Friday, September 21, 2007 at 6:42 am
John,
I’m not the one who wrote an article that in part depended on a very thin understanding of Lenin’s political philosophy. So, no thanks. My point is that you should work harder, not write shorter sentences.
You’re really still reading from the Penguin? You haven’t read the journal entries? Come on John! A little fucking rigor!
Friday, September 21, 2007 at 6:46 am
Anthony, You’re undermining The Cause here — Zizek doesn’t generally quote the Princeton editions either!
Friday, September 21, 2007 at 6:48 am
No that serves my point. If Zizek isn’t serious neither is Holbo.
Friday, September 21, 2007 at 7:08 am
Anthony: “I’m not the one who wrote an article that in part depended on a very thin understanding of Lenin’s political philosophy.” That poor person! Was he (or she - it could have been a she) ever found?
Adam, you don’t think it’s possible that Stalin ever felt he was getting mixed messages from History? (How the hell would I know he didn’t have a long dark night of the soul?) Then that would be relevant as well.

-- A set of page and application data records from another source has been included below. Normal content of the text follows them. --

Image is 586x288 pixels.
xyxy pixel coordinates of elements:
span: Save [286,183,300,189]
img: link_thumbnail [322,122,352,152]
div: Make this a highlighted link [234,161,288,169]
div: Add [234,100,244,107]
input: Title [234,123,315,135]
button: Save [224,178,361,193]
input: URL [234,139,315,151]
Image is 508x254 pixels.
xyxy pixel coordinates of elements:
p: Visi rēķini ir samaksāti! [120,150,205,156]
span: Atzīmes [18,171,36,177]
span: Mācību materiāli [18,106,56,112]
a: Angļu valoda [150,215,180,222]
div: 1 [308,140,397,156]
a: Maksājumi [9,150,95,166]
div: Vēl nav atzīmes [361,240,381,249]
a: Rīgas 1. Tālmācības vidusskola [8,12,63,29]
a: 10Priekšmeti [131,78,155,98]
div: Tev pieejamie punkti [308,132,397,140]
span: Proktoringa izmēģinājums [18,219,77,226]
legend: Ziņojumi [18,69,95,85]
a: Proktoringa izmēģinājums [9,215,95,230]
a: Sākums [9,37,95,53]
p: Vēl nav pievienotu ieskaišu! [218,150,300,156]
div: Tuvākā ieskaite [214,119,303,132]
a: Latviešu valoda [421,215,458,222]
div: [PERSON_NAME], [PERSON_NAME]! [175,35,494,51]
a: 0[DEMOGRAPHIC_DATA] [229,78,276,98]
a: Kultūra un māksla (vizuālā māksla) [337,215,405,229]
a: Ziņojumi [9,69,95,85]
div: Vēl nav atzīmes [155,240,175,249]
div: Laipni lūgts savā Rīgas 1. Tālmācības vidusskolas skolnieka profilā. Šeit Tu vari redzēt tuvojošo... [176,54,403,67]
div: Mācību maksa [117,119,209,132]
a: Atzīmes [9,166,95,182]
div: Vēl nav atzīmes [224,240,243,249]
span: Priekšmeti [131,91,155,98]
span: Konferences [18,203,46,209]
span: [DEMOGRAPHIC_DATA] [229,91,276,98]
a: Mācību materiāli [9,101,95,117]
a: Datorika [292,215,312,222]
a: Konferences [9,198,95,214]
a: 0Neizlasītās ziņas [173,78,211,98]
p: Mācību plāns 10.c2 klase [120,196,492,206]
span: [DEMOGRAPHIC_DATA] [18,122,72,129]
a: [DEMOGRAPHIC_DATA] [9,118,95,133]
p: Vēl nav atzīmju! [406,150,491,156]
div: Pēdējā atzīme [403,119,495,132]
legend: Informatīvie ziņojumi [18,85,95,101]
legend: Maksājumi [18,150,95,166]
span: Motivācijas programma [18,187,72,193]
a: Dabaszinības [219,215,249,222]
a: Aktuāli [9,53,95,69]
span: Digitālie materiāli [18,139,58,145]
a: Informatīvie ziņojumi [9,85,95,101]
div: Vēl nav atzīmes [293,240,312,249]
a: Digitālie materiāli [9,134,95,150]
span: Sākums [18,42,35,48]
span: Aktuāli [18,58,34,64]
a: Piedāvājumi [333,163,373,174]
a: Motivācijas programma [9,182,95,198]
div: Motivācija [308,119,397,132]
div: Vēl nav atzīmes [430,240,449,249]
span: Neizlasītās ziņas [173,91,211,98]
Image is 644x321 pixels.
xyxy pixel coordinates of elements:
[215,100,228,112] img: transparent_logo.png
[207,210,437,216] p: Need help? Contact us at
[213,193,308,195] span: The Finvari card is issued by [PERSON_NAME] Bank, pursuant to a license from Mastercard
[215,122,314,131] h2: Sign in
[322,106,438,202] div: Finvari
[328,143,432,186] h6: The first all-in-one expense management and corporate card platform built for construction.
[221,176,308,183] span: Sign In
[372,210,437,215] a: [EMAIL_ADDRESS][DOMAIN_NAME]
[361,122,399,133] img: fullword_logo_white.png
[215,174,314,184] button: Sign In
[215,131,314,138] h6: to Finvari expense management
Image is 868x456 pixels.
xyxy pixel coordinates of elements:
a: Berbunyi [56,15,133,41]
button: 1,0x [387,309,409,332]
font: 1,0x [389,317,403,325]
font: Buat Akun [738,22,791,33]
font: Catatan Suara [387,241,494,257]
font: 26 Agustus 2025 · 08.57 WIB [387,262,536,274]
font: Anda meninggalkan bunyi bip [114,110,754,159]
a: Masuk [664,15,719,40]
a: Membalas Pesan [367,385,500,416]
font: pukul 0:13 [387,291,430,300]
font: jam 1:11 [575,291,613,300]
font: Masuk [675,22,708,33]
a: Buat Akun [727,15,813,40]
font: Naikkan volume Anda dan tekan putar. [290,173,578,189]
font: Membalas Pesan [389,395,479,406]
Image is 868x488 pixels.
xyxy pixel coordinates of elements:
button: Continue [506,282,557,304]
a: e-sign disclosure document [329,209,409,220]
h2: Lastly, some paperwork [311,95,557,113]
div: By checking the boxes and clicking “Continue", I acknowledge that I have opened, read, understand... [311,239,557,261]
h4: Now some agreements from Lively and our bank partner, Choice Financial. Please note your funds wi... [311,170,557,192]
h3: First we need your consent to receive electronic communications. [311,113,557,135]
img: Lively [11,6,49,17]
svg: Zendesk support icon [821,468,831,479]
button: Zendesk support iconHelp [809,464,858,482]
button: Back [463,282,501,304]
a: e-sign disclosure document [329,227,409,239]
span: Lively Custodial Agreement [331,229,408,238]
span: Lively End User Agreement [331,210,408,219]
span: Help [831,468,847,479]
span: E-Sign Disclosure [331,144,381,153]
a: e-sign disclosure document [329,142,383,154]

Re: editions. I keep the Penguin at home, for early morning and late night reading, and the Princeton at school. I like the Penguin better. I don’t trust anyone who could think “Preliminary Expectoration” is a better translation than “Preamble From the Heart”. (Why not just call it ’spitting it out’?) With that sort of language, God only knows that I’ll find, and maybe before I finished my first cup of coffee. (Also, “Upbuilding Discourses” is silly, when ‘edifying’ would actually have the same etymology. So that’s Hong for you. But that’s a tale for another day.) Thanks, no. I’m with Zizek on this one.